What is the blast radius of a failure? When something goes wrong — and it will — how far does the failure propagate before it is detected and contained? Is there a human in the loop for high-stakes decisions, or does model error become system action directly? Does the failure surface visibly or silently?
How is the system instrumented? Observability simply means the system records enough information about what it did and why so engineers can reconstruct what happened later. When a production failure occurs, can the team do that — reconstruct the inputs, the outputs, the model version, the context? Or will the debugging process depend on reproducing the failure from incomplete information?
What does the team not know about their own system? This is the hardest question to ask and the most revealing to receive. A team that can articulate the gaps in their knowledge — the failure modes they have not explored, the scaling assumptions they have not validated, the governance requirements they have not implemented — is a team that is reasoning about their system accurately. A team that cannot identify gaps is not.
Red Flags
Certain patterns in a technical diligence conversation reliably indicate architectural immaturity.
Capability-dominant answers. Every structural question receives an answer about what the system does rather than how it is designed. “We use a state-of-the-art model” does not answer “what happens when the model is wrong.”
Surprise at structural questions. A team that has not been asked structural questions before, and shows visible uncertainty when asked them, has been evaluated primarily on demos. That means the structural problems have not been surfaced yet — not that they do not exist.
Undefined failure modes. “The model is very accurate” is not a failure mode description.
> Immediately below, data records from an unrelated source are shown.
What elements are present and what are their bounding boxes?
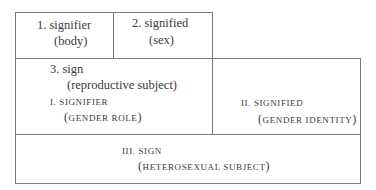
- sign-sub: (reproductive subject): [67, 78, 177, 93]
- signified-sub: (sex): [149, 33, 174, 48]
- sign-label: 3. sign: [50, 62, 83, 77]
- gender-signifier-label: I. signifier: [50, 97, 108, 107]
- gender-role-sub: (gender role): [64, 110, 142, 125]
- gender-signified-label: II. signified: [241, 98, 303, 108]
- gender-identity-sub: (gender identity): [258, 112, 357, 127]
- heterosexual-subject-sub: (heterosexual subject): [138, 159, 270, 174]
- signifier-sub: (body): [54, 34, 87, 49]
- signifier-label: 1. signifier: [37, 18, 91, 33]
- heterosexual-sign-label: III. sign: [122, 146, 162, 156]
- signified-label: 2. signified: [132, 16, 188, 31]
Neither is “we validate the output” without specificity about what is validated against what. If the team cannot describe specific failure modes with specific detection and response mechanisms, those failure modes have not been designed for.
No separation between inference and execution. A system where the model’s output directly triggers irreversible actions — writes to production databases, external API calls, message sends — without an explicit authorization and validation layer has not been designed for controllability. This is a governance risk, not just an engineering quality concern.
What Good Architecture Looks Like Under Diligence
A well-architected AI startup system is distinguishable under diligence by several characteristics.
The team can draw the system’s boundaries from memory and describe what each boundary enforces. They know what the AI component receives, what it produces, and what the system does with that output before acting on it. They have thought about the AI layer as a component within a larger system, not as the system itself.
The team can describe their failure modes with specificity: what the modes are, how they are detected, what the system does in response, and what the human escalation path looks like for failures that require human judgment.
The team has instrumentation that would allow them to diagnose a production failure after the fact. They can specify what is logged, what is traceable, and what questions the observability infrastructure can answer.
The team has thought about what changes they expect to make and can describe how those changes would be executed safely. They know which parts of the system are most likely to change and have designed those parts to be changeable.
This last point is the most telling. Teams with architectural clarity can anticipate their own evolution. They have built with change in mind. That is the surest indicator of a team that has moved beyond demo thinking into the discipline of building systems that work in production.
If you’re building an AI-driven product and want a second opinion on architecture or scaling risks, I offer Architecture Discussions — focused sessions for founders and technical teams working through real decisions.